In spring 2025, the DC Education Research Collaborative, in partnership with the D.C. Policy Center, developed a questionnaire for school and program staff members of the District of Columbia Public Schools (DCPS) as part of our multiyear study examining career development opportunities (CDOs) available to DCPS students.
The questionnaire served as our primary data collection instrument to gather detailed information on the components and intended outcomes of around 40 CDOs across the city. During the survey design phase, our team noticed three challenges that could severely affect the quality of our data and our relationship with our DCPS partners.
First, we needed a 100 percent response rate to cover the universe of CDOs (a list co-created with DCPS). But conducting a full census would be challenging, given that the questionnaire was comprehensive, some program leads oversee multiple programs and would therefore have to fill it out multiple times, and survey fatigue lowers response rates.
Second, DCPS central services staff members said they wanted to minimize the time that any one individual spent on the questionnaire, which by necessity was quite detailed. Given that this phase of data collection was coming early in a multiyear project, it was critical that we ease response burden on DCPS.
Third, our DCPS partners advised us that, regardless of how carefully we crafted the questionnaire, program staff members would be susceptible to interpreting questions differently or providing data in formats different from what we intended. This created concerns about data uniformity and quality, and we wanted to avoid not only initial errors but having to go back to program staff members to review data for quality control.
These three challenges are not unique to our study. Balancing respondents’ time, capacity, and desire to provide data with researchers’ needs for complete, accurate data is a common issue. The need to preserve relationships with our respondents (and their supervisors, who connected us to them in the first place) is also a common theme in any sustained research effort.
To meet these challenges, we adopted a prefill strategy, using a wealth of public or easily requested information about many CDOs on our list. Some programs had websites describing how to apply, documentation for instructors on how many sessions the opportunity entailed, or aggregated data on the number and location of available seats. So before fielding the questionnaire, we conducted a desk review of available program documentation. This resulted in more than 1,000 data points that informed our understanding of CDOs and reduced the need to ask program staff members for information.
We then prefilled the questionnaires with the data from the desk review by manually loading each CDO’s unique survey link and filling out as many questions as we could from information we had already gathered. If we did not have information for a specific response, we left it blank. When the program leads filled out the survey themselves, we explained that some responses were prefilled and that they should change the responses only if any information was incorrect.
Of a survey that consisted of 35 questions, we were typically able to prefill responses for 15 to 20. We estimate that prefilling responses reduced response time by 5 to 15 minutes (anywhere from 20 seconds to a minute per question).
Prefilling responses also created consistency across the dataset. By entering information in a standardized format before we sent surveys out, we reduced the risk of variation in how key data points were recorded across the more than 40 programs, making our data more complete and accurate and our analyses more reliable. From my perspective as a researcher, prefilling responses reduced my time cleaning survey data and reduced the need to go back to program or central services staff members to verify information.
By using a careful desk review to prefill surveys, our team balanced the researchers’ need for census-level, error-free data with respect for respondents’ time and capacity, especially among school staff members. The quality of the work, and the relationships between researchers and practitioner partners, was strengthened as a result.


What to produce =>
Starting at the line that holds "Describe the element at coordinates (82, 104)" and stopping at the line that holds "The width and height of the screenshot is (1086, 582).", restate the records below word for word, with both of those lines included.

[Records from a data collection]
>>>>>
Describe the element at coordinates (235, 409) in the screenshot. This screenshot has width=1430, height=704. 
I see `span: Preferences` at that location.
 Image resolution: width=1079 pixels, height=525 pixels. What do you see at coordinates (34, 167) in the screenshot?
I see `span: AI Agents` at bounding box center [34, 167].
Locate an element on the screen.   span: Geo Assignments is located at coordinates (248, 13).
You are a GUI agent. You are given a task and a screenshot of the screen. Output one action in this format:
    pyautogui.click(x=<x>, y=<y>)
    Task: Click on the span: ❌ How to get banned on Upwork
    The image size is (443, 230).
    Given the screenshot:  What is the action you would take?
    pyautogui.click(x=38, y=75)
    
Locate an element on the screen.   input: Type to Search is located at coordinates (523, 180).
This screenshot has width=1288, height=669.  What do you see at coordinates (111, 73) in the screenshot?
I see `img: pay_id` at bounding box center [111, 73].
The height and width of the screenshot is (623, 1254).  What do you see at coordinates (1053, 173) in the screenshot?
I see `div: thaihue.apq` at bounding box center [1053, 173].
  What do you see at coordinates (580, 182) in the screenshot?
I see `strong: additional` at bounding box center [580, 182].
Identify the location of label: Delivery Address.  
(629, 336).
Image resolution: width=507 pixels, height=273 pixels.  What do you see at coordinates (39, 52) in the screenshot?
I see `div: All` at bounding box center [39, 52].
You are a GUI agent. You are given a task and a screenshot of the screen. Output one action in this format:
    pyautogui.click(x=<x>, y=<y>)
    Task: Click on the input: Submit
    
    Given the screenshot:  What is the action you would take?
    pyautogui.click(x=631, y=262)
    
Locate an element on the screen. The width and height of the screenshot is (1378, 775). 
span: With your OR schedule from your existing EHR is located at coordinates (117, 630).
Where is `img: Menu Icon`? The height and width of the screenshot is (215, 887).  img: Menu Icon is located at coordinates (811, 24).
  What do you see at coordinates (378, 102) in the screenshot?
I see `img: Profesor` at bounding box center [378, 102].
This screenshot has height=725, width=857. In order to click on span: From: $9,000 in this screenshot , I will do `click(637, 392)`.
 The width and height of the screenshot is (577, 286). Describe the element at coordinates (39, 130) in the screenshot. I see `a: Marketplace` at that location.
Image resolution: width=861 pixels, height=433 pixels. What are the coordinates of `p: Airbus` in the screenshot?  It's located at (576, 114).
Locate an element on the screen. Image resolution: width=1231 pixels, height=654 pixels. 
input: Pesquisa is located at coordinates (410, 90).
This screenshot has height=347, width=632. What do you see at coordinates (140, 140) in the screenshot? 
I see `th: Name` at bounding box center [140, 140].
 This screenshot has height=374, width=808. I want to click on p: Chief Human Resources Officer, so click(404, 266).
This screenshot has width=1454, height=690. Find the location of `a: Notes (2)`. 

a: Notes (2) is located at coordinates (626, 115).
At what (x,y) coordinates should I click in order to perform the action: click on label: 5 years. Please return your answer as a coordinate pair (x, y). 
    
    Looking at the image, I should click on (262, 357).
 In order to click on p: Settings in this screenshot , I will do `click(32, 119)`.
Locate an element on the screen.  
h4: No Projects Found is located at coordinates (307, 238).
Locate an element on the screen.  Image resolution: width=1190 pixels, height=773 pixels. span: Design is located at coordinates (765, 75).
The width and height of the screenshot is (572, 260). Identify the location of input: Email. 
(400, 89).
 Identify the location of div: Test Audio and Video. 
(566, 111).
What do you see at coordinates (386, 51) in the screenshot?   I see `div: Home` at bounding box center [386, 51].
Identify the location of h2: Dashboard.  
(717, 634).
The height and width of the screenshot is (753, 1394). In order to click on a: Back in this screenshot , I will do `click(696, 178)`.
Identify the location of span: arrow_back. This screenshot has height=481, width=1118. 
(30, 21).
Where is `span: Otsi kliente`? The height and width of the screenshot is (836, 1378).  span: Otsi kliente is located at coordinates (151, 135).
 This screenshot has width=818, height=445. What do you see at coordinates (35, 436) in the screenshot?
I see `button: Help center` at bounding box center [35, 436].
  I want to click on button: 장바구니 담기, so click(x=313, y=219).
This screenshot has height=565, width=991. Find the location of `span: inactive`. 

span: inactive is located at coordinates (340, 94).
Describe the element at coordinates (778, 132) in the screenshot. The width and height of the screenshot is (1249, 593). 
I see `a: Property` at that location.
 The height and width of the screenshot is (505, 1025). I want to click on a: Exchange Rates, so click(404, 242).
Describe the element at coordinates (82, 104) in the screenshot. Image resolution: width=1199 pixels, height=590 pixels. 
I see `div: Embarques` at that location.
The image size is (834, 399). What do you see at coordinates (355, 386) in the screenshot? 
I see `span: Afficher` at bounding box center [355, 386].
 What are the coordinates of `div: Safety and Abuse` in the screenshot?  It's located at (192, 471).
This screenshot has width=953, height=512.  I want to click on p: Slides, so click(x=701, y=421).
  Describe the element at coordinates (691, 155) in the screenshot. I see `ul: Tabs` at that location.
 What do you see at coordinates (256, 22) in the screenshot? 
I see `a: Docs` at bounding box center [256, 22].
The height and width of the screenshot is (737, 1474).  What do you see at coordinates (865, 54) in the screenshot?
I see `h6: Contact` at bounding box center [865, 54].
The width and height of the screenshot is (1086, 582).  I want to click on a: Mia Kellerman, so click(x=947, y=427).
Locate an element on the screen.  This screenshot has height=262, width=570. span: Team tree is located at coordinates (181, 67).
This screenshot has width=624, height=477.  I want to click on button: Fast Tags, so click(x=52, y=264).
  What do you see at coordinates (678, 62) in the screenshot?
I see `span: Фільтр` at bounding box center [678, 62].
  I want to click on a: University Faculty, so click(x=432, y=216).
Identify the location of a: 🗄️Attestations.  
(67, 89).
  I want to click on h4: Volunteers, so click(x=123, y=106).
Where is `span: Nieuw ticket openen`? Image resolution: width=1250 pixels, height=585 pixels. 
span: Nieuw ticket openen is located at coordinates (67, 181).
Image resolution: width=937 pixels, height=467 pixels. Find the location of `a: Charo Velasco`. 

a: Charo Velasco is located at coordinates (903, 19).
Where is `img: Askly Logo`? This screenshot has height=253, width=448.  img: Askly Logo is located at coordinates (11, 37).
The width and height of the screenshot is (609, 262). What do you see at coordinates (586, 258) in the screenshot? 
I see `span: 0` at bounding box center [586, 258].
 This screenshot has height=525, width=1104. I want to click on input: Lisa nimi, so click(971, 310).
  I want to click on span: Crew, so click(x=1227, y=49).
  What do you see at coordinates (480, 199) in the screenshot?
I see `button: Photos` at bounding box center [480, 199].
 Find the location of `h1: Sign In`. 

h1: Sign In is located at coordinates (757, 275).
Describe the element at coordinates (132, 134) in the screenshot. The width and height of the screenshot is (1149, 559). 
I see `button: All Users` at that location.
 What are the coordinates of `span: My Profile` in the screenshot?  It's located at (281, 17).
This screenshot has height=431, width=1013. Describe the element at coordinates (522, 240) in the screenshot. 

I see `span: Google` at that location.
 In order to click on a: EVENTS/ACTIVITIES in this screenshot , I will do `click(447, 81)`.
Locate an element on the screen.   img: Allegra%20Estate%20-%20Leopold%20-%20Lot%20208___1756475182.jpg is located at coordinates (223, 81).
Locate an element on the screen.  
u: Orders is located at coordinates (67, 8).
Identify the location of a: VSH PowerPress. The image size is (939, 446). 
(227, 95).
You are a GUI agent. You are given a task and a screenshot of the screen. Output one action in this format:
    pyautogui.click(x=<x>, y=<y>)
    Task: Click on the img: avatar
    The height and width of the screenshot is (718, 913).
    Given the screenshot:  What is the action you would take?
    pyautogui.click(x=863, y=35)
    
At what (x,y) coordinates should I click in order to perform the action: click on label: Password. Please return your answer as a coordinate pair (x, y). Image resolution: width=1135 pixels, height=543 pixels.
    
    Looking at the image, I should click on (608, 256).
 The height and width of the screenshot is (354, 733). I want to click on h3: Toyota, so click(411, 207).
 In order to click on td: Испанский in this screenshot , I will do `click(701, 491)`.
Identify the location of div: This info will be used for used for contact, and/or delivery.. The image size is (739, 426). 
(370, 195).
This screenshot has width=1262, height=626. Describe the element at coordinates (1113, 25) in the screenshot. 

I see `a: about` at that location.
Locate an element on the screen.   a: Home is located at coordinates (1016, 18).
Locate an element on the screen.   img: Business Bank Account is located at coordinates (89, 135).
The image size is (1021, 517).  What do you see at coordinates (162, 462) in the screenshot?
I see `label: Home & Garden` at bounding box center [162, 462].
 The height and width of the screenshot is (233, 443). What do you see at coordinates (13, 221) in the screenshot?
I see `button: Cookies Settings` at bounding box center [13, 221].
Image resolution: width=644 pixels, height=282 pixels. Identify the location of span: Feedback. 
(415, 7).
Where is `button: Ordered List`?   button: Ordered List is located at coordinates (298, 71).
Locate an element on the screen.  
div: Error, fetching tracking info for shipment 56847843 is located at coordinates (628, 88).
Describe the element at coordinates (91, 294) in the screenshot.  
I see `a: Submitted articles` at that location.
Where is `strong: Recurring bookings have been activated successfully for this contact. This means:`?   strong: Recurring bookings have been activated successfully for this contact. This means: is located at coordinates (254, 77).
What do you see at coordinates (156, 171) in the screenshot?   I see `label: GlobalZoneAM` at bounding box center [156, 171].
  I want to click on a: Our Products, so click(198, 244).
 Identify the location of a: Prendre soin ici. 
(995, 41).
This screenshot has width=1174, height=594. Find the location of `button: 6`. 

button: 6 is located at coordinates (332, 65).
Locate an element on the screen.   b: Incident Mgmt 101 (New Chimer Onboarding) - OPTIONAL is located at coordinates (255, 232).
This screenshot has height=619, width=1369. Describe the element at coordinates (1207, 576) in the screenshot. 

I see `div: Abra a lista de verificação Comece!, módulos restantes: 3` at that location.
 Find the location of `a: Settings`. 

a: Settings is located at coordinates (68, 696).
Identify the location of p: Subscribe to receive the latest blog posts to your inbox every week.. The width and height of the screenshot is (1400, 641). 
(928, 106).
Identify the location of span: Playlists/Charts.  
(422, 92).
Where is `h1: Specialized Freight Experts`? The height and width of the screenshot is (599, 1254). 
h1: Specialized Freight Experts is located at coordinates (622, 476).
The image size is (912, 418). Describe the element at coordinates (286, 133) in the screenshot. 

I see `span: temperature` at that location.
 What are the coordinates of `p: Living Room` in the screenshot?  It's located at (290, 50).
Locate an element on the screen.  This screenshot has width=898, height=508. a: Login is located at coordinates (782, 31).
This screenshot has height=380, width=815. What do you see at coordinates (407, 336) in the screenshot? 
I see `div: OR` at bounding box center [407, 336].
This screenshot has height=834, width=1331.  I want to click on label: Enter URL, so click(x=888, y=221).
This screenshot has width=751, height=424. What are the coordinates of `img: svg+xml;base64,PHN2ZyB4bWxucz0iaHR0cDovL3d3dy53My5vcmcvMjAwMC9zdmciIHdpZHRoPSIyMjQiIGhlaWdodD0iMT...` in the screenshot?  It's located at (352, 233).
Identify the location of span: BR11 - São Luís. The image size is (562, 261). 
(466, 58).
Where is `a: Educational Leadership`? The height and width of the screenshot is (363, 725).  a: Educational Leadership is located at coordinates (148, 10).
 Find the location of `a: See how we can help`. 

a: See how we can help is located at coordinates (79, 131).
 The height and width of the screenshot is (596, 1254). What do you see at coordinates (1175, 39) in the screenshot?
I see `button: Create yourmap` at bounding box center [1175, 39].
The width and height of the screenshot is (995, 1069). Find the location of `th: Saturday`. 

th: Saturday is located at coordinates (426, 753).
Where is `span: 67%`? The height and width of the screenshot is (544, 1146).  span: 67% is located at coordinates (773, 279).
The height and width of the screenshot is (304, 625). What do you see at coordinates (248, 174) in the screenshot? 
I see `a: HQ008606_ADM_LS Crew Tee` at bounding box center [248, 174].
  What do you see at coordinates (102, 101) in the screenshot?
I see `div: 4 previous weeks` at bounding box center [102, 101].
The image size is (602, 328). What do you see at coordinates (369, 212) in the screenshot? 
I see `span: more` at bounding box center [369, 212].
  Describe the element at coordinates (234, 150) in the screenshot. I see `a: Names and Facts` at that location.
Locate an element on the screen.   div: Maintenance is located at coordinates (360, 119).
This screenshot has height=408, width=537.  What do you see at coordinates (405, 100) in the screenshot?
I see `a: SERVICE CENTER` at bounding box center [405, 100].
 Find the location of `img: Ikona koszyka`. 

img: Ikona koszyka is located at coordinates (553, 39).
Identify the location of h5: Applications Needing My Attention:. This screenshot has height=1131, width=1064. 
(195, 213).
<<<<<
Solution to the problem =>
Describe the element at coordinates (82, 104) in the screenshot. Image resolution: width=1199 pixels, height=590 pixels. 
I see `div: Embarques` at that location.
The image size is (834, 399). What do you see at coordinates (355, 386) in the screenshot? 
I see `span: Afficher` at bounding box center [355, 386].
 What are the coordinates of `div: Safety and Abuse` in the screenshot?  It's located at (192, 471).
This screenshot has width=953, height=512.  I want to click on p: Slides, so click(x=701, y=421).
  Describe the element at coordinates (691, 155) in the screenshot. I see `ul: Tabs` at that location.
 What do you see at coordinates (256, 22) in the screenshot? 
I see `a: Docs` at bounding box center [256, 22].
The height and width of the screenshot is (737, 1474).  What do you see at coordinates (865, 54) in the screenshot?
I see `h6: Contact` at bounding box center [865, 54].
The width and height of the screenshot is (1086, 582).  I want to click on a: Mia Kellerman, so click(x=947, y=427).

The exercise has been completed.